Riassunto:
Fresh Expressions of Church are most significant development in the Church of England in recent decades. Many have called for a thorough theological engagement with the movement. The Church of England is engaging in radical new departures when the ecclesiological thinking for such experiments is far from complete. Parishes are the mainstay of the 'inherited church'. Frequently they are belittled and cast as either unhelpful or irrelevant. The authors argue for the vitality of the parish, both for mission and for discipleship. The authors argue that the forms of the church are to be an embodiment of her faith. They should therefore be more determined by our theological traditions than by the surrounding culture.
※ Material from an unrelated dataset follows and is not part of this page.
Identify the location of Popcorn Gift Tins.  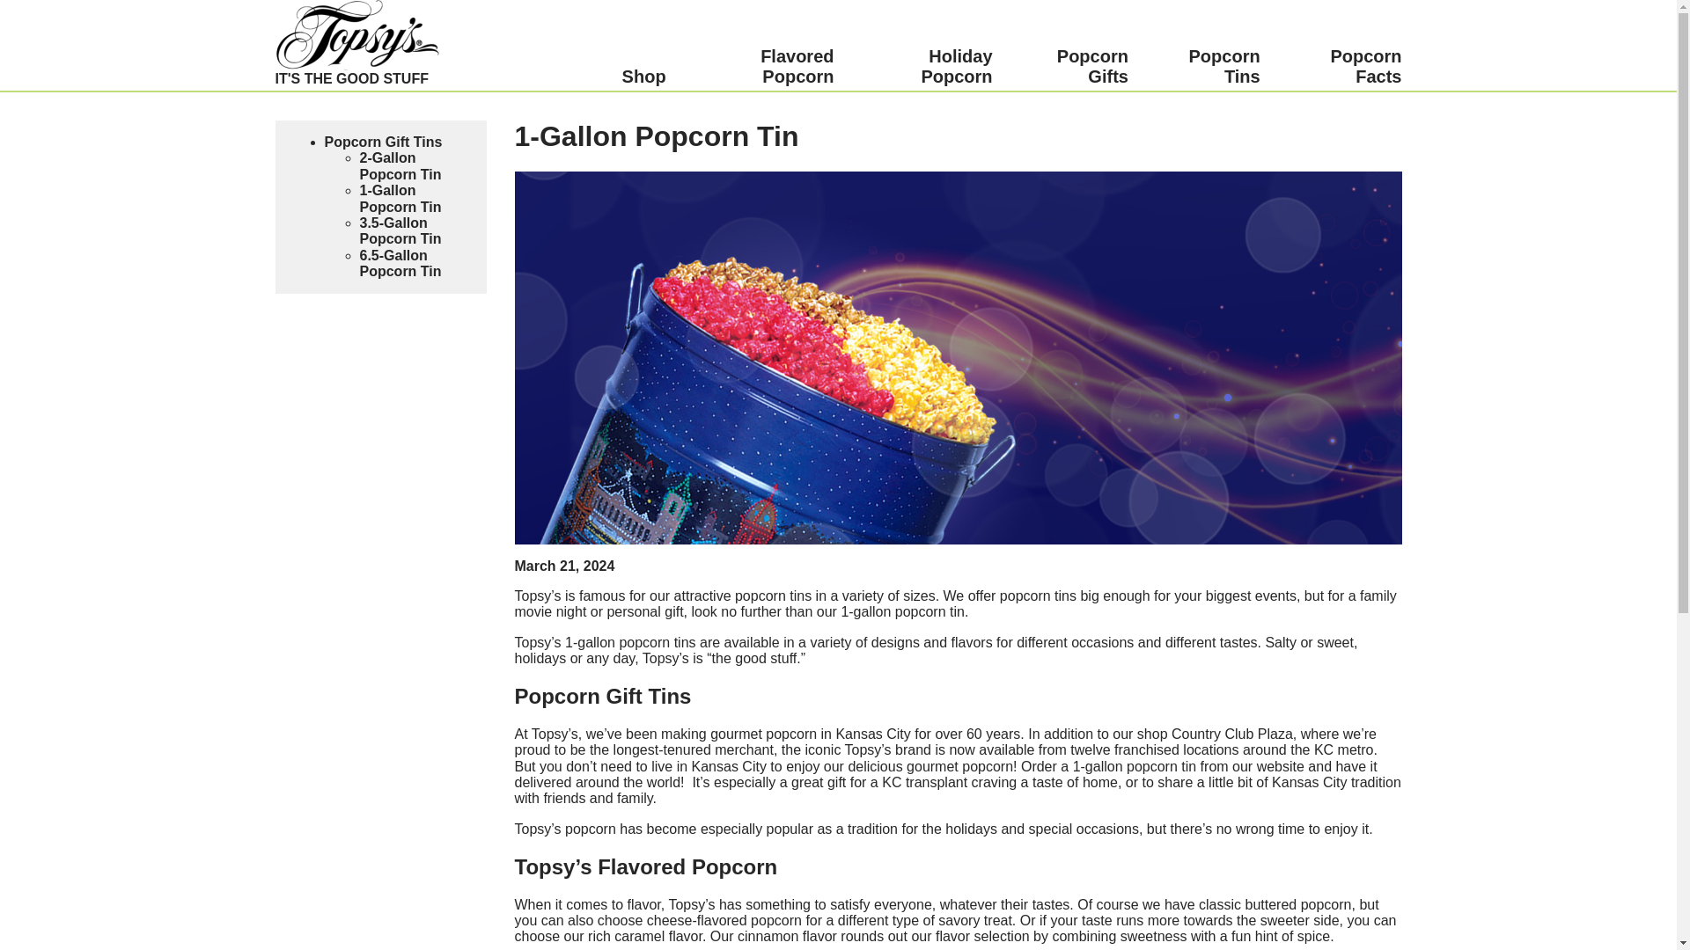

They show that the traditions of the parish church represent ways in which time, space, community are ordered in relation to God and the gospel.
Recensione:
It is quite a read... the first thing to say is that in my view this is the most serious and important book on Anglican mission that I have read for many years - not least because it is unashamedly theological... a readable, challenging, and closely argued book, and Andrew Davison and Alison Milbank are to be congratulated. Indeed, every parish priest and pioneer minister needs to read this book as a matter of urgency... this book isn't against Fresh Expressions... Mission-shaped Church sold thousands of copies. This book deserves to do just as well. --Stephen Cottrell, Bishop of Chelmsford. The Church Times, 26 November 2010
Davison and Milbank show how the Fresh Expressions and Emerging Church movements have compounded mistakes in soteriology and ecclesiology, generating a flight into segregation, and a flight away from tradition... [They] have produced a book of breathtaking contrasts. In terms of mood, it is simultaneously dour and lively; serious, yet amusingly and deeply ironic; punchy, yet wise; thoughtful, yet discursive... this book is something of a tour de force that really does need engaging with. It should be widely read, studied, and meditated upon: deeply. --Martyn Percy. Modern Believing
'This is one of those books which ought to be standard reading for Church of England clergy and leading laity... Two contrasting concepts of worship are at stake here, reflecting profoundly different understandings of what the Church is. Andrew Davison and Alison Milbank have done an excellent job in exposing the differences, and warning against the superficial attraction of constant novelty... Fortunately, there is room to bring together different expressions of the nature of the Church and its worship. This erudite and thought-provoking book provides an ideal meeting ground.' --John Habgood, Former Archbishop of York.